InCommon Technical Advisory Committee Minutes

October 15, 2015

Attending: David Walker, Keith Hazelton, Steve Carmody, Tom Barton, Jim Jokl, Ian Young, Chris Misra, Jim Basney, Michael Gettes, Scott Cantor

With: Dean Woodbeck, Nate Klingenstein, Steve Zoppi, Tom Scavo, IJ Kim, Paul Caskey, Ann West

Minutes from past meetings

The minutes from October 1, 2015, and October 7, 2015, were approved.

SirTiFi Working Group

Tom Barton reported on the SirTiFi Working Group. He and Jim Basney are members, along with a number of members from Europe. This group is working, in part, on federated incident handling under the REFEDS banner and has finalized work on the first public draft of the “SirTiFi trust framework,” a set of statements to which an organization can self-attest. The draft will go through the REFEDS consultation process. SirTiFI also intends to create guidance for federations on incident response.
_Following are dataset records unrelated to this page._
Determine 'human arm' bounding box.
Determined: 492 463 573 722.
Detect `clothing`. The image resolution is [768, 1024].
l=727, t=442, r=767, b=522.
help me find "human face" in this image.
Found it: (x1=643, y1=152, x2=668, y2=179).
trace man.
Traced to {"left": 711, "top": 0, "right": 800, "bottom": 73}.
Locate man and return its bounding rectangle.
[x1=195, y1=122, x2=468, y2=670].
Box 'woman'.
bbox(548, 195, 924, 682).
Also, Jim Basney  will attend the first Wise workshop, “WIse Information Security for collaborating E-infrastructures,” sponsored by the GEANT info security group. He also mentioned that InCommon now has 210 security contacts in metadata, a good start toward the requirements for federated incident handling.

TAC’s Role and Charter

Steve Carmody shared his notes from the October 7, 2015, TAC meeting, specifically about the discussion about the role of TAC as it related to InCommon operations and broader strategic planning.
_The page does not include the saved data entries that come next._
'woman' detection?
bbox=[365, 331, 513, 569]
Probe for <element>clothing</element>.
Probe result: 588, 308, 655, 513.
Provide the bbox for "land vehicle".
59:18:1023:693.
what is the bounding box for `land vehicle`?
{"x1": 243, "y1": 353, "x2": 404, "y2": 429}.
There was a wide-ranging discussion concerning the best way to organize to provide nimble feedback for InCommon operations, strategic technical planning for InCommon, interaction with TIER, and community involvement and transparency. The discussion centered on how the number of groups needed, how they might be structured and populated, and their respective roles.

One strawman put forward involves three groups: one to advise Ops, a Community Architecture Planning and Engagement (CAPE) group that would guide InCommon and TIER technical strategy, and a third to look at integrating US work with international and other sectors.

At the October 7 meeting, the consensus seemed to support one group that would be relatively deep on experience and relatively small in number. This group would provide feedback on operations. Membership would be weighted toward “permanent” members with the necessary expertise, but with some rotating representative members. The other group would look at the full range of activities in InCommon (and internationally) and consider issues that span trust and identity. Membership would be weighted toward rotating representatives from the community, with a small number of permanent members based on expertise. Both groups would lean toward transparency (understanding that some ops things can’t be divulged).

In all of these cases, InCommon would continue to provide communications in a timely and structured manner, just as is done today.

There was a concern raised about taking too narrow a view when using terms like “InCommon operations.” Does that mean the technical federation operations focused on the metadata, or is it more broad, meaning the range of activities and responsibilities of the InCommon staff?

Any solution should also consider that there will be overlap. The Federation Interoperability Working Group was cited as an example. It was created as an InCommon roadmap item that we create a way to test and bless services. The group’s work is both operational (develop a testing service) as well as strategic (defining what to test).

Next steps will be to agree on the advisory groups that are needed, their roles, and then define membership.